What is an untoward medical occurrence in a patient administered a pharmaceutical product, whether or not the occurrence is related to or considered to have a casual relationship with the treatment.
An Adverse Event (AE).
What can an AE be?
Any unfavourable and unintended sign ( abnormal lab finding, abnormal ECG, X-ray/CT scan), symptom (nausea, headache, vomiting, rash), or disease (pneumonia) temporally associated with the use of a medicinal product.
What is defined as a response to a drug which is noxious and unintended and which occurs at doses normally used in man for the prophylaxis, diagnosis or therapy of disease or for the modifications of physiological function?
An Adverse Drug Reaction (ADR)
What definition implies that a casual relationship between a medicinal product and an AE is at least a reasonable possibility?
The ADR definition.
ADRs may arise form use of the products within or outside the terms of the marketing authorisation of from occupational exposure. What are examples conditions of use outside the marketing authorisation?
Off-label use, overdose, misuse, abuse and medication errors. - ADRs can vary from life-threatening to minor common side-effects.
What are the following classes as if associated with the use of a medicinal product and should be reported, whether or not there is an associated AE:
- Inappropriate exposure during pregnancy (whether the foetus expose via mother taking product or transmission via semen following paternal exposure)
- Inappropriate exposure during breast feeding/lactation.
- Overdose (whether intentional, accidental or prescribed)
- Drug abuse or misuse.
- Medication errors or near misses (inc. dispensing errors, accidental exposure, maladministration etc)
- Unapproved or off-label use, inc off-label use in children or elderly.
- Reports of lack of therapeutic effect or other product complaints associated with an AE, inc suspected use of counterfeit medicines.
Events of Special Interest.
If pregnancy is associated with an event (e.g. miscarriage, induced abortion, congenital defect) what is is known as and when should it be reported?
It is known as a serious AE (SAE) and must be reported in the same time frame as all other SAEs: notification of pregnancy outcome should be within one business day of awareness.
Should the following other safety situations also be reported?
- Drug-drug or drug-food interactions.
- Suspected transmission of an infectious agent
- Occupational exposure (as a result of one’s professional or non-professional occupation)
ADRs that are known about and documented within the labelling i.e.
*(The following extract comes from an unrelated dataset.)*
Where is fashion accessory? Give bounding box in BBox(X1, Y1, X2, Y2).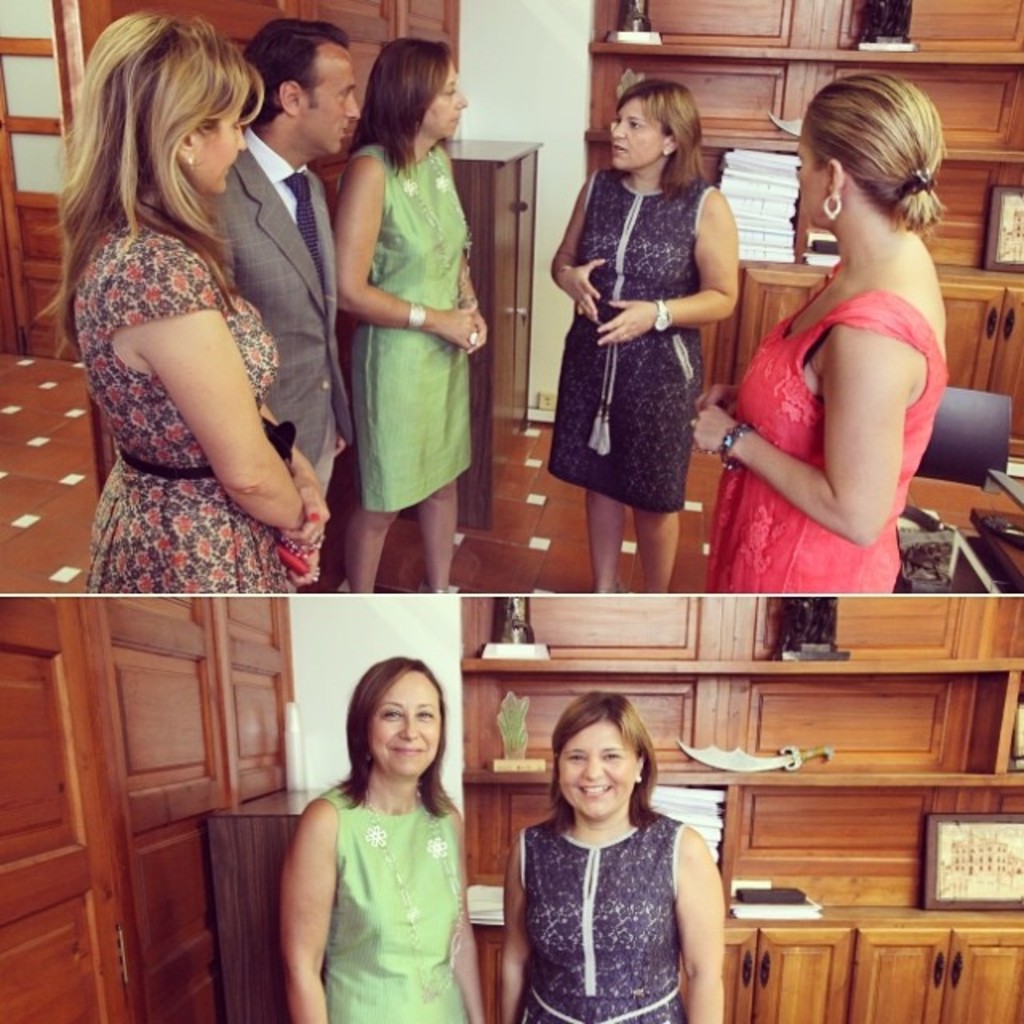
BBox(634, 768, 643, 787).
Summary of Product Characteristics for the medicinal product are considered as what?
Expected or listed.
What are events that are not consistent with the nature, severity or outcome of the events documented within the products labelling considered as?
Unexpected or unlisted.
What criteria does an AE have to meet for it to be considered as serious?
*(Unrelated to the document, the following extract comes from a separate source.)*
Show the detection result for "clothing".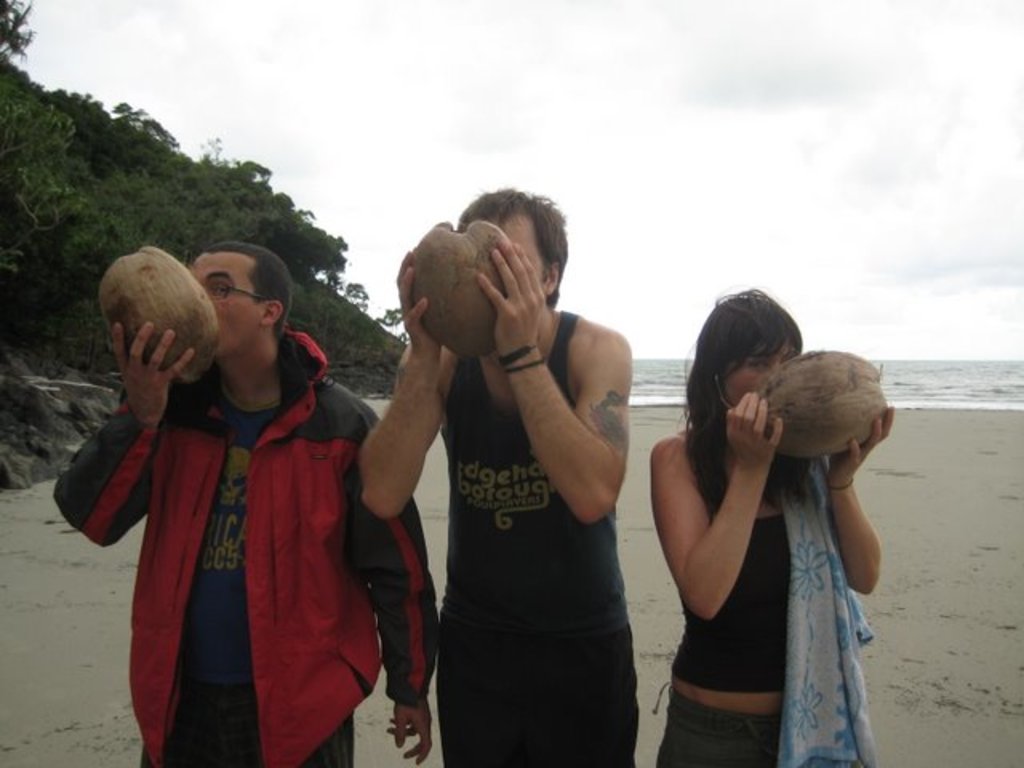
bbox=(86, 309, 371, 746).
It has to meet one of these well-established international criteria:
- Results in death, or is life-threatening
- Required hospitalisation or prolongs and existing hospitalisation.
- Results in persistent or significant disability or incapacity.
- Results in congenital anomaly
- Is otherwise medically significant i.e. the event would not meet the preceding criteria but is considered serious because treatment or intervention would be required to prevent one of the preceding criteria.
What are all companies holding innovative or generic marketing authorisation for medicinal products in the EU legally obliged to have?
An appropriate system of PV in place to ensure the appropriate use of their medicines and to take appropriate action when necessary.
Part of this system is to promptly report relevant safety information to the worldwide regulatory authorities, for example?
European Medicines Agency (EMA) and the US Food and Drug Administration (FDA)
In order to ensure compliance with this legislation ‘to promptly report relevant safety information to the worldwide regulatory authorities’ What must all companies undergo?
Regular PV inspections by the regulatory authorities, inc. the Medicines and Healthcare products regulatory Agency (MHRA), the UKs regulatory authority.